The technology, developed by IBM scientists, was described and demonstrated at the Supercomputing 2010 conference in New Orleans, where it won the event's Storage Challenge. The competition measures performance, expandability and system utilization.

The architecture, designed to speed up analytics, is aimed to be used in dispersed cloud computing applications, such as financial analytics, data mining and management of digital media.

"Businesses are literally running into walls, unable to keep up with the vast amounts of data generated on a daily basis," said Prasenjit Sarkar, master inventor, storage analytics and resiliency, IBM Research – Almaden, in a news release prior to the demonstration. "This new way of storage partitioning is another step forward on this path as it gives businesses faster time-to-insight without concern for traditional storage limitations."

The scientist calls the architecture General Parallel File System-Shared Nothing Cluster. The approach uses clusters of servers with real-time management and transfer of files and advanced data replication techniques. By "sharing nothing," availability, performance and expansion of services are more achievable and reliable, IBM said.

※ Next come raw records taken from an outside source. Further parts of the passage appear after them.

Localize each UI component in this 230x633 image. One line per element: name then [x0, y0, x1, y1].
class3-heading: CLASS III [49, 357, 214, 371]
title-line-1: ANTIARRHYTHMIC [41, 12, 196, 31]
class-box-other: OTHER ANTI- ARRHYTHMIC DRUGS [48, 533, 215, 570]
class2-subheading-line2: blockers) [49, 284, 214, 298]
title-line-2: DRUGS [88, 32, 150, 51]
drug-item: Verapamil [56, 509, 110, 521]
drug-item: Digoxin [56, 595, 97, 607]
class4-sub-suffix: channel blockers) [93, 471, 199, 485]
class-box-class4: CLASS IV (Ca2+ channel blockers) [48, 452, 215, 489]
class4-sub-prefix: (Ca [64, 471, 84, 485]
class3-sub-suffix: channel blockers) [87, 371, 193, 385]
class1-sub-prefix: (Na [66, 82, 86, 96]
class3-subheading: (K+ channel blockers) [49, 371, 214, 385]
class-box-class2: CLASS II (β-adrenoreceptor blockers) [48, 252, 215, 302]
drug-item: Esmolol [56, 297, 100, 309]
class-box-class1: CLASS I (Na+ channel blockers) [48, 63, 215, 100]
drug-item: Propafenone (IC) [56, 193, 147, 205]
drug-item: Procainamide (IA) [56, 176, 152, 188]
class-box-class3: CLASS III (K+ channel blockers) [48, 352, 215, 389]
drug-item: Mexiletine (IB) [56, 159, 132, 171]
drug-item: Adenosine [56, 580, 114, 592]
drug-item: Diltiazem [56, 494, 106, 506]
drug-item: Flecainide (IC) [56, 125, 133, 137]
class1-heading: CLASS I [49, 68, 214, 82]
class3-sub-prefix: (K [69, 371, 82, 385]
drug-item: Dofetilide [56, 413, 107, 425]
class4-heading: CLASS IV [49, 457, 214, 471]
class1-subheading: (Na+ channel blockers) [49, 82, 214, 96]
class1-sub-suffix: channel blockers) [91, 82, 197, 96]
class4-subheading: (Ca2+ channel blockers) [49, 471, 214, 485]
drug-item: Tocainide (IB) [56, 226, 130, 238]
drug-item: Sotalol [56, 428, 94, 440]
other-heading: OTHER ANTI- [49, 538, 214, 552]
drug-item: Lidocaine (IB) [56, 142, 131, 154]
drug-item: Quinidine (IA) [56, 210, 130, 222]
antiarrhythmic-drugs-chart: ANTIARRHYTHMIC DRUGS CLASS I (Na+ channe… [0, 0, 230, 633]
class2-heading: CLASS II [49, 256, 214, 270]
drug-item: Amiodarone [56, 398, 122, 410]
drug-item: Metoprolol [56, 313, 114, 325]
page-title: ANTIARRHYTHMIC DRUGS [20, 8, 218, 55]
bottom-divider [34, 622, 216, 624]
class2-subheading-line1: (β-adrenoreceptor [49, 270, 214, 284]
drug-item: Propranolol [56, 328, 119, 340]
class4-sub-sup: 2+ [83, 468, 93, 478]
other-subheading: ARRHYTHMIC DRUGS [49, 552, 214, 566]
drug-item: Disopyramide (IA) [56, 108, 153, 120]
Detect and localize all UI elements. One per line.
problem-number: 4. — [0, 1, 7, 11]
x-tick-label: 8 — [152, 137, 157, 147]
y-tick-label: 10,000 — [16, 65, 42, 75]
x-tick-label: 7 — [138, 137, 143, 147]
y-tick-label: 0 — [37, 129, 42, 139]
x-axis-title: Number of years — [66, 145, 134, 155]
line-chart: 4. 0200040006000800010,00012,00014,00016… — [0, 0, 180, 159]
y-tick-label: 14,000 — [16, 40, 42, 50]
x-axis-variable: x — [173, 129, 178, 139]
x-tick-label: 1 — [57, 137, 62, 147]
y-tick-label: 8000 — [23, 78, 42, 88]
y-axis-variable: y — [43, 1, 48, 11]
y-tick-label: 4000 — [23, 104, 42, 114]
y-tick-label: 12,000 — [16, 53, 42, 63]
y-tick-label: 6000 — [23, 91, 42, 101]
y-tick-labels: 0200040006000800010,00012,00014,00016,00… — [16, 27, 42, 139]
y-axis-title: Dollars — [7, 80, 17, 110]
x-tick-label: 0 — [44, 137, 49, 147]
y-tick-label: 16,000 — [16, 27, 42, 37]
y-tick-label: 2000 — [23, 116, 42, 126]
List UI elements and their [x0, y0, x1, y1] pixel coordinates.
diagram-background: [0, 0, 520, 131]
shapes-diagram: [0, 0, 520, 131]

Each node in the network of devices that is used is self-sufficient, tasks are divided up and no node waits on another.

IBM's current GPFS technology is used in IBM's High Performance Computing Systems, Information Archive, Scale-Out Network Area Storage, and Smart Business Compute Cloud. The "share nothing" approach will help tackle "big data problems," IBM said.

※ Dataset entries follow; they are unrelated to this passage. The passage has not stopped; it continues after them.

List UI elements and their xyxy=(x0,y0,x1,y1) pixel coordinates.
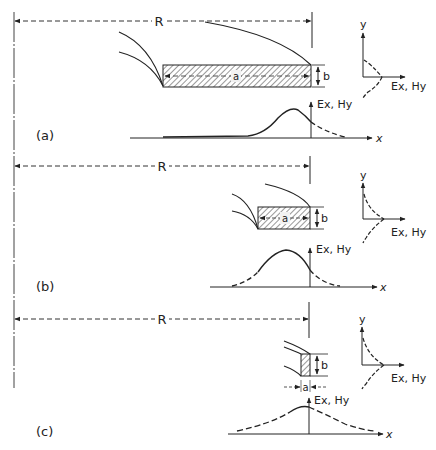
panel-c: R b a y Ex, Hy x Ex, Hy (c) xyxy=(15,302,427,441)
width-label-b: a xyxy=(282,213,288,224)
width-label-a: a xyxy=(233,71,239,82)
panel-b: R a b y Ex, Hy x Ex, Hy (b) xyxy=(15,156,427,294)
transverse-field-label-a: Ex, Hy xyxy=(391,80,427,93)
panel-label-c: (c) xyxy=(36,424,53,439)
height-label-a: b xyxy=(323,70,330,83)
radius-label-c: R xyxy=(157,312,166,327)
field-label-c: Ex, Hy xyxy=(314,394,350,407)
transverse-field-label-c: Ex, Hy xyxy=(391,372,427,385)
x-axis-label-b: x xyxy=(379,281,387,294)
width-label-c: a xyxy=(302,382,308,393)
field-label-a: Ex, Hy xyxy=(317,98,353,111)
y-axis-label-b: y xyxy=(360,169,367,182)
radius-label-b: R xyxy=(157,159,166,174)
waveguide-bend-diagram: R a b y Ex, Hy x Ex, Hy (a) xyxy=(0,0,436,450)
x-axis-label-a: x xyxy=(375,132,383,145)
transverse-field-label-b: Ex, Hy xyxy=(391,226,427,239)
height-label-b: b xyxy=(321,212,328,225)
field-label-b: Ex, Hy xyxy=(316,243,352,256)
radius-label-a: R xyxy=(154,14,163,29)
panel-label-a: (a) xyxy=(36,128,54,143)
panel-a: R a b y Ex, Hy x Ex, Hy (a) xyxy=(15,12,427,145)
waveguide-core-c xyxy=(301,354,310,376)
height-label-c: b xyxy=(321,359,328,372)
x-axis-label-c: x xyxy=(385,428,393,441)
panel-label-b: (b) xyxy=(36,279,54,294)
y-axis-label-c: y xyxy=(359,313,366,326)
y-axis-label-a: y xyxy=(360,18,367,31)
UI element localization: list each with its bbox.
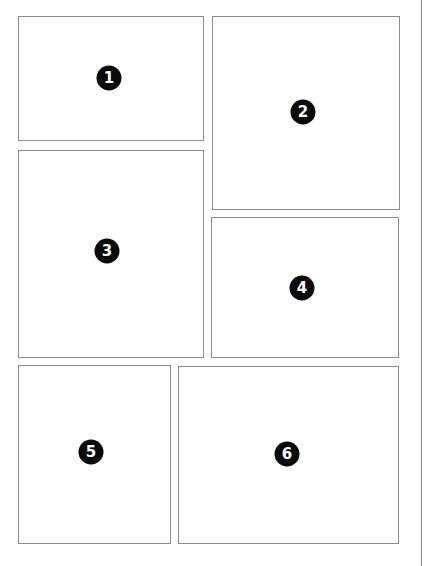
panel-number-badge: 3 [95,239,120,264]
panel-number-badge: 4 [290,276,315,301]
panel-number-badge: 6 [275,442,300,467]
panel-number-badge: 5 [79,440,104,465]
panel-number-badge: 2 [291,100,316,125]
panel-number-badge: 1 [97,66,122,91]
page-edge-line [421,0,422,566]
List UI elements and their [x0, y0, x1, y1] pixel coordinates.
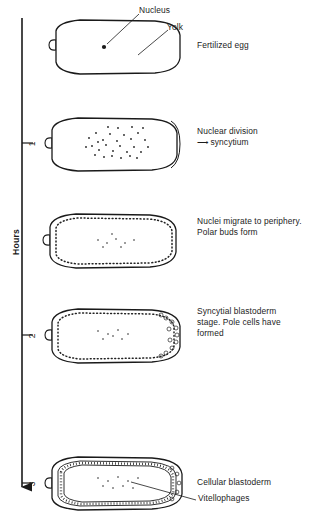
embryo-development-diagram: Hours 1 2 3 Nucleus Yolk Vitellophages F… — [0, 0, 334, 516]
stage-label-cellular-blastoderm: Cellular blastoderm — [197, 477, 271, 488]
time-axis — [22, 18, 33, 487]
stage-nuclei-migrate — [43, 214, 176, 268]
axis-tick-label-2: 2 — [27, 331, 37, 341]
callout-yolk: Yolk — [167, 22, 183, 33]
stage-label-fertilized-egg: Fertilized egg — [197, 40, 249, 51]
axis-title: Hours — [11, 212, 21, 272]
micropyle — [45, 138, 52, 148]
stage-nuclear-division — [45, 118, 180, 171]
stage-syncytial-blastoderm — [45, 309, 180, 363]
callout-vitellophages: Vitellophages — [198, 493, 249, 504]
micropyle — [45, 330, 52, 340]
egg-outline — [52, 457, 182, 510]
micropyle — [49, 40, 56, 50]
stage-label-syncytial-blastoderm: Syncytial blastoderm stage. Pole cells h… — [197, 306, 281, 339]
nucleus-dot — [102, 45, 106, 49]
diagram-canvas — [0, 0, 334, 516]
egg-outline — [52, 118, 177, 171]
axis-tick-label-3: 3 — [27, 479, 37, 489]
stage-label-nuclei-migrate: Nuclei migrate to periphery. Polar buds … — [197, 216, 302, 238]
callout-nucleus: Nucleus — [139, 5, 170, 16]
axis-tick-label-1: 1 — [27, 139, 37, 149]
stage-fertilized-egg — [49, 14, 180, 74]
egg-outline — [56, 20, 180, 74]
micropyle — [43, 235, 50, 245]
egg-outline — [50, 214, 176, 268]
micropyle — [45, 478, 52, 488]
stage-cellular-blastoderm — [45, 457, 196, 510]
stage-label-nuclear-division: Nuclear division ⟶ syncytium — [197, 126, 258, 148]
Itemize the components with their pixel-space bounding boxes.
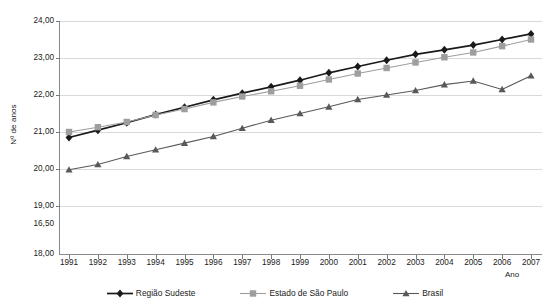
legend-swatch-square xyxy=(239,288,267,299)
legend-swatch-triangle xyxy=(392,288,420,299)
legend-label: Região Sudeste xyxy=(136,288,196,298)
y-tick-label: 18,00 xyxy=(20,249,54,258)
data-point-marker xyxy=(470,41,477,49)
legend-label: Estado de São Paulo xyxy=(269,288,348,298)
data-point-marker xyxy=(325,69,332,77)
data-point-marker xyxy=(499,36,506,44)
series-lines xyxy=(59,21,542,255)
y-tick-label: 23,00 xyxy=(20,53,54,62)
data-point-marker xyxy=(354,63,361,71)
y-tick-label: 21,00 xyxy=(20,127,54,136)
data-point-marker xyxy=(470,77,477,83)
y-tick-label: 22,00 xyxy=(20,90,54,99)
data-point-marker xyxy=(383,65,389,71)
data-point-marker xyxy=(268,88,274,94)
x-axis-title: Ano xyxy=(505,270,519,279)
data-point-marker xyxy=(124,119,130,125)
legend-entry[interactable]: Brasil xyxy=(392,288,443,299)
data-point-marker xyxy=(95,124,101,130)
x-tick-label: 2007 xyxy=(511,258,549,267)
data-point-marker xyxy=(297,83,303,89)
x-axis-tick-labels: 1991199219931994199519961997199819992000… xyxy=(59,258,542,274)
line-chart-figure: Nº de anos 24,0023,0022,0021,0020,0019,0… xyxy=(0,0,549,304)
data-point-marker xyxy=(152,112,158,118)
data-point-marker xyxy=(250,290,256,296)
legend-entry[interactable]: Estado de São Paulo xyxy=(239,288,348,299)
data-point-marker xyxy=(527,72,534,78)
data-point-marker xyxy=(66,129,72,135)
data-point-marker xyxy=(441,54,447,60)
data-point-marker xyxy=(412,50,419,58)
data-point-marker xyxy=(528,36,534,42)
legend-label: Brasil xyxy=(422,288,443,298)
data-point-marker xyxy=(355,70,361,76)
data-point-marker xyxy=(239,93,245,99)
data-point-marker xyxy=(470,49,476,55)
y-tick-label: 20,00 xyxy=(20,164,54,173)
legend-swatch-diamond xyxy=(106,288,134,299)
data-point-marker xyxy=(326,76,332,82)
plot-area xyxy=(59,21,542,255)
data-point-marker xyxy=(181,106,187,112)
y-tick-label: 16,50 xyxy=(20,219,54,228)
data-point-marker xyxy=(116,289,123,297)
data-point-marker xyxy=(412,59,418,65)
series-line xyxy=(69,76,531,170)
legend-entry[interactable]: Região Sudeste xyxy=(106,288,196,299)
data-point-marker xyxy=(499,43,505,49)
chart-legend: Região SudesteEstado de São PauloBrasil xyxy=(0,284,549,302)
y-tick-label: 24,00 xyxy=(20,16,54,25)
data-point-marker xyxy=(210,99,216,105)
data-point-marker xyxy=(441,46,448,54)
y-tick-label: 19,00 xyxy=(20,201,54,210)
data-point-marker xyxy=(383,56,390,64)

For instance, large financial institutions run complex algorithms to analyze risk based on quadrillions of characters of data, from billions of files across multiple computing systems and found around the globe, at the same time.

This architecture is desinged to make that process more efficient by establishing a common file system and naming conventions across all the platforms. This in turn will actually reduce the amount of disk space needed to handle analytical problems, IBM said.

This originally appeared on Securities Technology Monitor.

Tom Steinert-Threlkeld is the editor-in-chief of Securities Technology Monitor.